The Evolution Of Manufacturers’ Reps

The biennial Manufacturers’ Agents Association for the Foodservice Industry’s Business Development Conference, held last month in Phoenix, was very interesting. For more than 30 years, I have been keenly aware that manufacturers’ reps are in the middle of everything. And that can be both good and bad for them.

Reps suffered as much or more than any other E&S industry function during the Great Recession. When sales decline, so do commissions. At the same time, they were under great pressure to generate business and were dealing with a revolution in communications technology. The rep “roll-ups” driven by the big E&S conglomerates continued. Their customers were highly stressed too. It wasn’t much fun. There were mergers and buy-outs and change.

But the stresses of the recession were temporary. What is not temporary is the continuing nationalization and even internationalization of the operator landscape and E&S channels. How the various functions align with that reality is the existential challenge of most of the organizations providing E&S services to foodservice end-users. Dealers and service functions are dealing with the same stresses. But they seem to be a bit ahead in that alignment. By definition, independent, multi-line manufacturers’ reps have territories. And there’s the rub.

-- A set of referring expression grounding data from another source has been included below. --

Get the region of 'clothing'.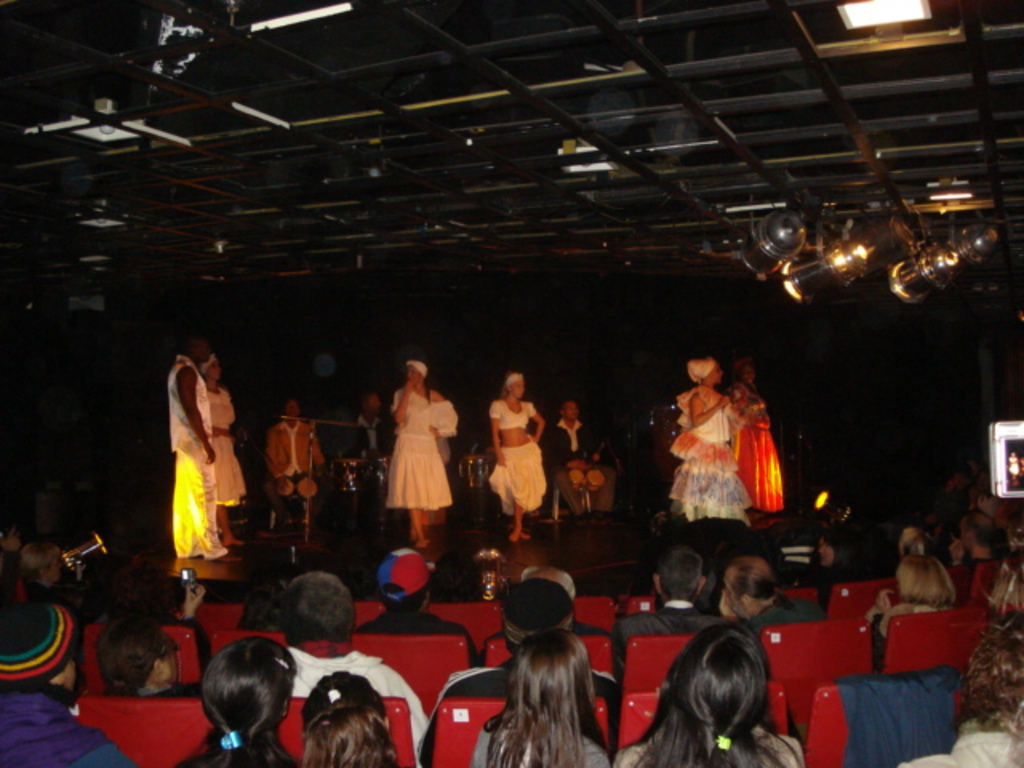
{"x1": 750, "y1": 594, "x2": 850, "y2": 637}.
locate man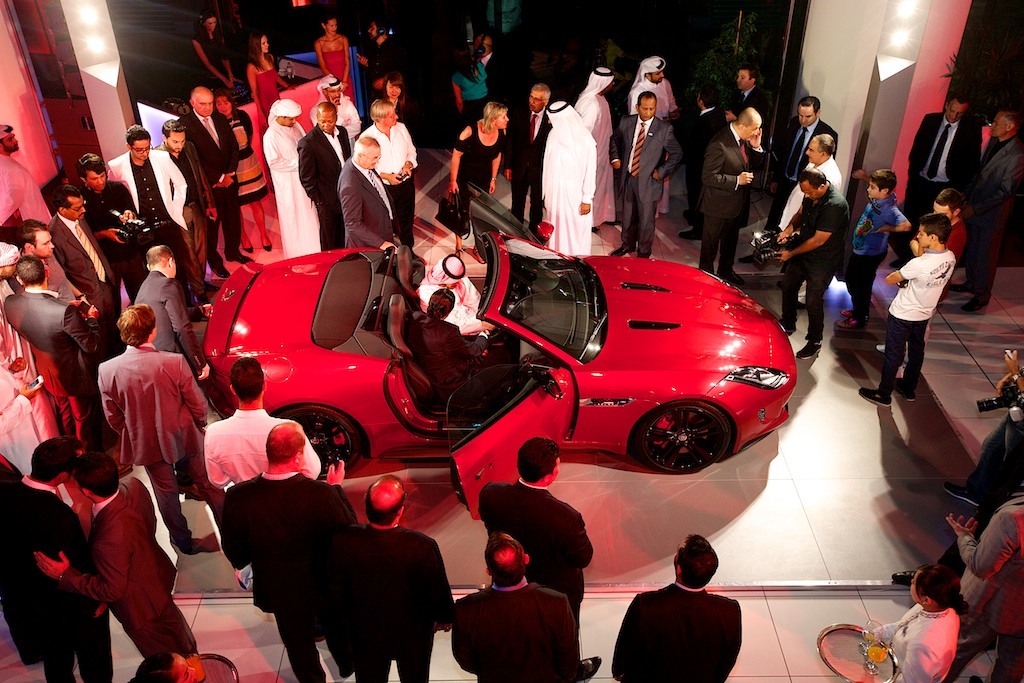
<bbox>572, 63, 616, 224</bbox>
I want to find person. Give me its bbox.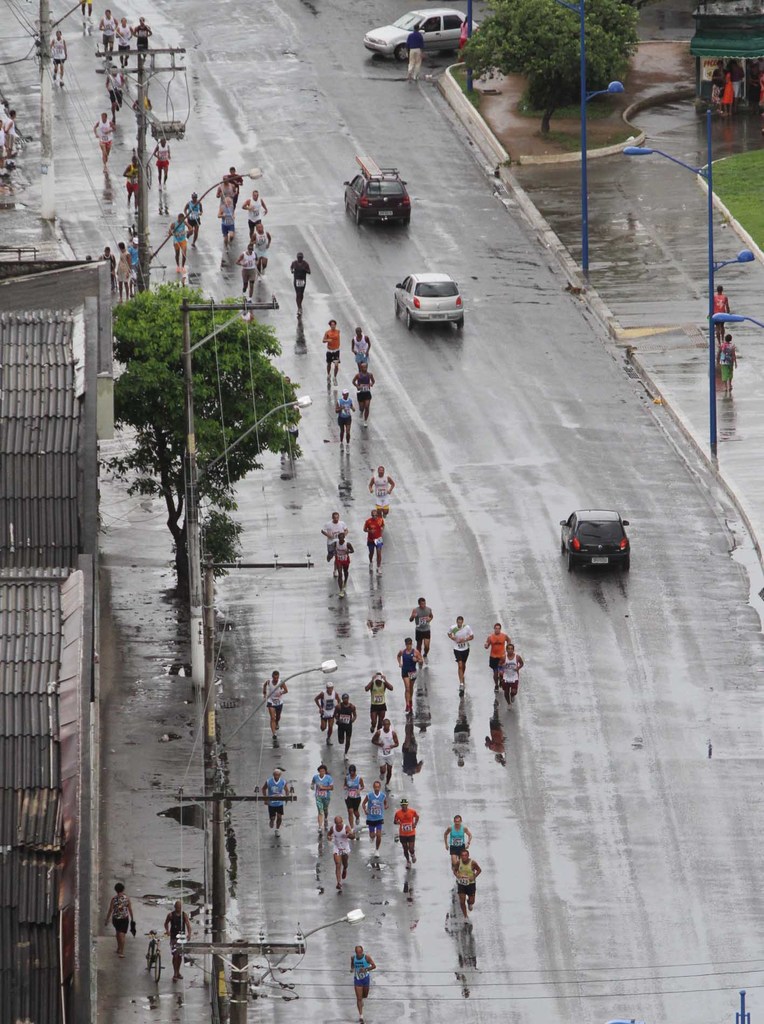
bbox=[289, 253, 311, 312].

Two things we saw at MAFSI’s meeting brought this dynamic clearly to mind. One was Martin Cowley’s presentation. Cowley, Senior Manager, Design & Standards for Walt Disney Parks and Resorts and an old friend of many in the room including those of us at FER, spiritedly affirmed the value of good reps even to global multiunit giants such as Disney. He detailed how reps have evolved during the past two or three decades from sales organizations to highly valuable multi-faceted resources even for the biggest players.

“They’ve added corporate chefs, test kitchens and they run education seminars; the good ones have become experts in food science,” Cowley noted. “I go to reps I trust and ask them to guide me through how a potential piece of equipment is going to interact with what we are trying to do on the menu side. Sometimes I don’t even make a purchase, but it becomes a true partnership. I rely on them, and they know I will spec and buy when the equipment they have fits the job.”

Another event at MAFSI presents one-way rep groups will choose to deal with the nationalization of the market. Three well-known rep firms—Zink Foodservice Group in the Midwest, Kain-McArthur Inc. in the Great Plains and the RedStone Group in the Intermountain and Southwest regions—announced they are affiliating through an overlying organization they call Paradigm. It is not a merger, they said. The affiliated groups, who deal with a lot of chains and chain-oriented dealers, hope to provide factories, channel players and operator customers an expanded base of services in a wider area of the country. And they will work together in internal ways, too.

It’s not easy to figure out how to move from being a local player—in a market that defines success on a local, by-project basis—to becoming a resource in a multiunit, global landscape. Both Cowley’s dependence on reps and Paradigm’s formation show how reps are moving to make that happen.